Political topics are not my focus, however, I recently read with great interest a op-ed piece, Winds of Change? by The New York Times Op-Ed Columnist THOMAS L. FRIEDMAN that drew me in and so I’m sharing it with my blog readers for better or worse. He wrote on June 13th, 2009 that “something is going on in the Middle East today that is very new.” And …”four historical forces have come together to crack open this ossified region.”
Mr. Friedman lists as the first force: the diffusion of technology.
The Internet, blogs, YouTube and text messaging via cell phones, particularly among the young — 70 percent of Iranians are under 30 — is giving Middle Easterners cheap tools to communicate horizontally, to mobilize politically and to criticize their leaders acerbically, outside of state control. It is also enabling them to monitor vote-rigging by posting observers with cell phone cameras.
I knew something had changed when I sat down for coffee on Hamra Street in Beirut last week with my 80-year-old friend and mentor, Kemal Salibi, one of Lebanon’s greatest historians, and he told me about his Facebook group!
The evening of Lebanon’s election, I went to the Beirut home of Saad Hariri, the leader of the March 14 coalition, to interview him. In a big living room, he had a gigantic wall-size television broadcasting the results. And alongside the main TV were 16 smaller flat-screen TVs with electronic maps of Lebanon. Hariri’s own election experts were working on laptops and breaking down every vote from every religious community, village by village, and projecting them on the screens.
Wow. That’s powerful.
Daily photos, like these, posted on WordPress blog Tehran 24 show life in Tehran up close. These are not your ordinary media photos. They tell a story that only the independent photo journalist can tell. And the Internet is making it possible.
In addition to what is happening in the Middle East, here are a few more examples that I know of where technology and the Internet are changing our world. (of course there are dozens more….)
It’s a small world after all.
I was told by a friend of mine after he returned from a writing assignment in a rural village in India that the country has invested in wireless towers everywhere; even poor cotton farmers were carrying cell phones. I imagine this technology is improving their quality of life by giving them access to services that would not otherwise reach them. Mobile cell technology is one step from Internet access.
The Internet is enabling free speech for those who have none, and despite extreme consequences, bloggers continue to publish. As of April 2009, there were 21 online journalists in jail in Cuba. Independent journalists in Cuba (or dissidents as they are often referred to by the government) using the Internet to disseminate their communications are apparently scaring the hell out of the dictatorship.
I think back to how the first televised presidential debate changed forever the way Americans view and elect our presidents. More recently, the Obama campaign used social media to push its message. Although it was more of a substitute for a direct mail campaign (with some exceptions), I believe politicians can no longer run a campaign without it, at least not until the next thing comes along. Hopefully the next presidential election will use social media for more dialogue and debate, rather than just a medium to push a message.
The expansion of online social tools here in America and around the world is facilitating the renewal and extension of friendships on Facebook, establishing boundary less business relationships on Linkedin, and getting first on the scene news from Twitterers. That’s the good news.
The bad news is that that the Internet is also enabling criminal activity and other dubious enterprises, but over all, I look forward to hearing more stories of how technology and the Internet is empowering and connecting our world for good.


• **YOUR TASK**
Among the records below, find the lines that contain "structured" and copy each of them.
--- RECORDED INFORMATION ---
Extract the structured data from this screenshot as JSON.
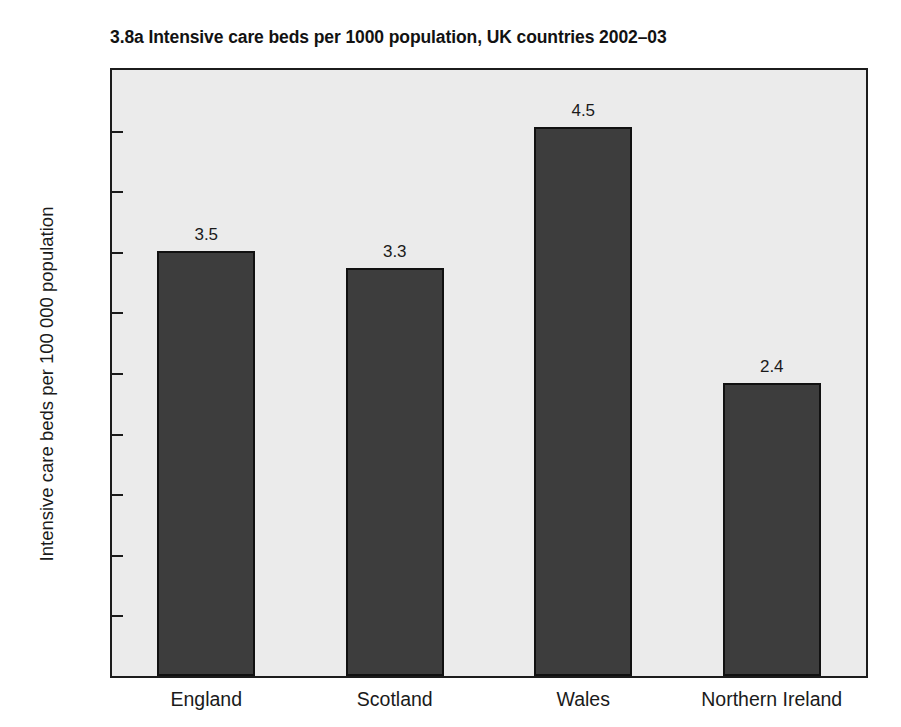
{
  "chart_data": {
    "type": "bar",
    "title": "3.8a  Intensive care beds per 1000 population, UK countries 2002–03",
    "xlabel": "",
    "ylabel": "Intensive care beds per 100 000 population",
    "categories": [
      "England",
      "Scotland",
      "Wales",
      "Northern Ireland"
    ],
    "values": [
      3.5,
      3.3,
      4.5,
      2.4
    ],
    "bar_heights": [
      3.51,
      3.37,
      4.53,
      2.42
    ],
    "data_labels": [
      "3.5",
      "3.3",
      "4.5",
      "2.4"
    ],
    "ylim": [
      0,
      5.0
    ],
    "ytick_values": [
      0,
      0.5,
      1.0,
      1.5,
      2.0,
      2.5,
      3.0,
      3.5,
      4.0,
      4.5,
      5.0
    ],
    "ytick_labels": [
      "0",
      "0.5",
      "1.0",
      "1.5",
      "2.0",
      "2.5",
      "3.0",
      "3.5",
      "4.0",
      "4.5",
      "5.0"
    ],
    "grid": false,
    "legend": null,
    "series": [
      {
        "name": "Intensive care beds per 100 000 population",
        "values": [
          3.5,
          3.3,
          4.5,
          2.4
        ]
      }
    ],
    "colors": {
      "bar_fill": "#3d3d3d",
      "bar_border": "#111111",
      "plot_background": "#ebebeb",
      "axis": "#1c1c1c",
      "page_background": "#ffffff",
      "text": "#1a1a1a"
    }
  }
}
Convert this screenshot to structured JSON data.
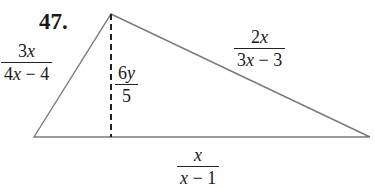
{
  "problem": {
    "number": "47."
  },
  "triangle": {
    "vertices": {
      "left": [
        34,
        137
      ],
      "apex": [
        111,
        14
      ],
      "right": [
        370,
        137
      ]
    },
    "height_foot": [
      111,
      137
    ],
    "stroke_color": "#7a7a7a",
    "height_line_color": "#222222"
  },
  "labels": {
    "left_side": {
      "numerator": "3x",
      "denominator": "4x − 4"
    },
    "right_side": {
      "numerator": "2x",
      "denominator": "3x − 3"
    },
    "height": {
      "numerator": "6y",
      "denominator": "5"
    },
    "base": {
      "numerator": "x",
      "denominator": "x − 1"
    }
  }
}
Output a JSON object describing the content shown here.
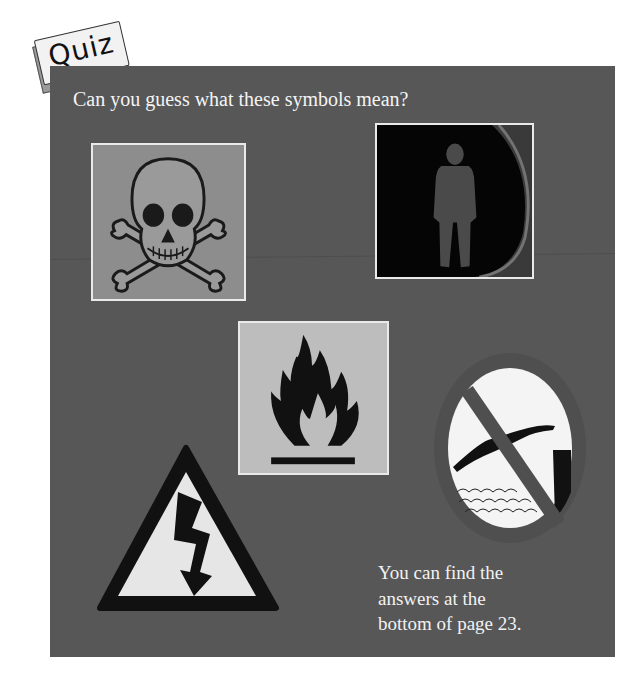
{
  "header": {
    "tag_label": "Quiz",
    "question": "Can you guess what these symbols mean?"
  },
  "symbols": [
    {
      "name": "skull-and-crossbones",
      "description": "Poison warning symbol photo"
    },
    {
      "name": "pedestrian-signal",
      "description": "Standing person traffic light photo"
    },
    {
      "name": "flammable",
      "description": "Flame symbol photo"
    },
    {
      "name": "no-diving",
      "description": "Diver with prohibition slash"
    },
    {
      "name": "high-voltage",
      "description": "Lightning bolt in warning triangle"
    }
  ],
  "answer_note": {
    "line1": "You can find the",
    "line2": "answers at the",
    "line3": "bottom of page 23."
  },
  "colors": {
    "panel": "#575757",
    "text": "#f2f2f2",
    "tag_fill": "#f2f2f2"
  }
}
---
• **RESULT BELOW**
Extract the structured data from this screenshot as JSON.
Convert this screenshot to structured JSON data.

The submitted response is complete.